Trained as a plant systematist, Petersen at first thought that maybe this loss of complex I might be common. But when she and her colleagues checked nine other parasitic plant groups, the rest were normal. Something special seemingly happened in the mistletoes alone.
As for how mistletoes compensate for the loss of these incredibly important genes, “we can only speculate,” Meyer said.
Experiments show that mistletoes make some ATP; it’s just unclear whether their mitochondria play a large part in that. Meyer and Balk’s collaboration found that the plants do produce more proteins for use in glycolysis, an inefficient method of splitting apart sugars to make ATP that’s found in all cells. However, the scientists couldn’t determine exactly how much ATP the plants generate that way.
Still, ramping up glycolysis enough to rival mitochondria’s usual ATP output would take a lot more sugar. Meyer’s hunch is that the mistletoes steal sugar from their host, along with water and minerals. They might even photosynthesize more feverishly than other plants to make extra sugars to burn, although Meyer labels that idea “extremely hypothetical.”
Mistletoes may also just use energy with Scrooge-like miserliness. Both Senkler and Petersen pointed out that a parasitic lifestyle and slow growth could enable mistletoes to subsist on low amounts of ATP. In fact, “mistletoe might teach us a lesson on how to survive at energy-limiting conditions,” Senkler said.
Too Complex to Keep?
However mistletoes get by with their deficient mitochondria, the big unanswered question is why these plants did away with something so seemingly useful.
Senkler’s suspicion is that complex I was too burdensome to keep. It consists of about 50 proteins that have to be made in different subcompartments of the cell, assembled and fit into the inner membrane of the mitochondria. The energy cost of all that is considerable, even if it means more energy in the long run, and “mistletoes seem to avoid processes that require much energy,” she said.
Ditching energy-expensive traits, or “reductive evolution,” is a common theme in parasites, Meyer noted. And losing this particular suite of proteins might have additional benefits. Because complex I spews highly reactive molecules that can cause cellular damage, losing it could make the plants more resilient to stress. Similar mitochondrial gene losses are frequently seen in cancer cells, which is partly why malignant cells can often survive conditions that other cells wouldn’t.

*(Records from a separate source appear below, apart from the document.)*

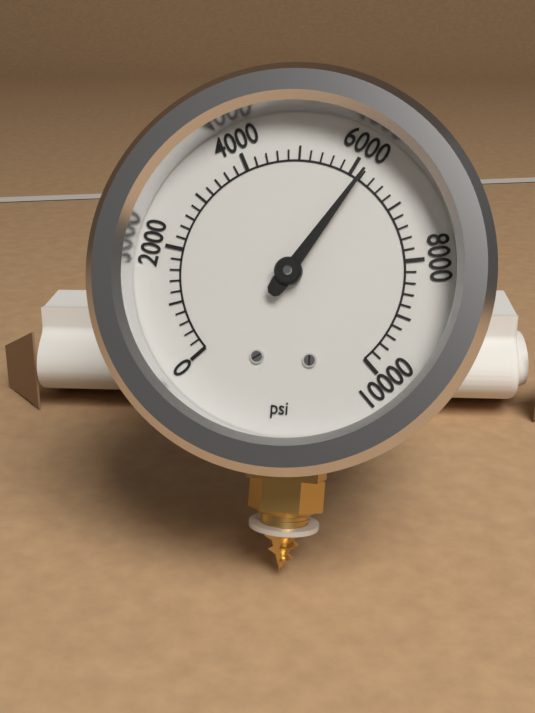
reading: 6200 psi
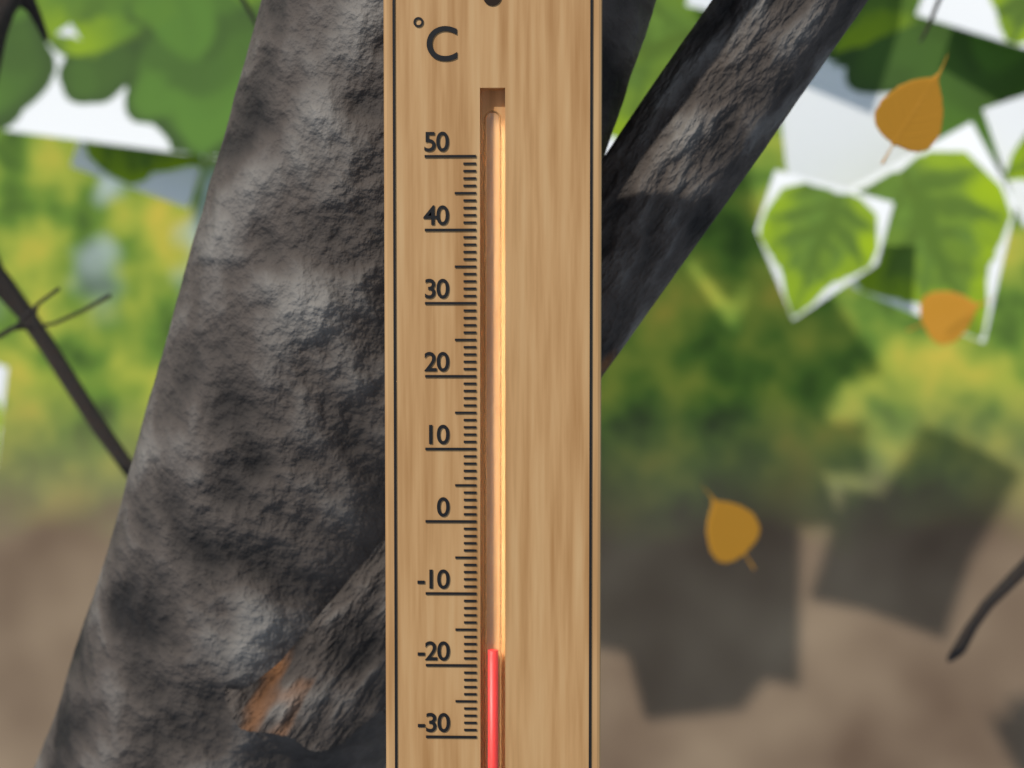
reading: -18 °C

But Petersen isn’t convinced the loss is beneficial at all. It could be that something like a catastrophic mutation befell the mistletoes early in their group’s evolution, something that accidentally wiped out their ability to make complex I. “And then mistletoe just managed to cope with what happened,” she said, perhaps because mistletoe’s parasitic lifestyle offered ways to compensate. She is curious about whether additional genetic sequencing might let researchers suss out when the loss happened and whether the plants were already parasitic.
If it does turn out that the plants’ loss of complex I was random bad luck, then perhaps mistletoes are just like the rest of us: They’re doing whatever it takes to survive the holidays.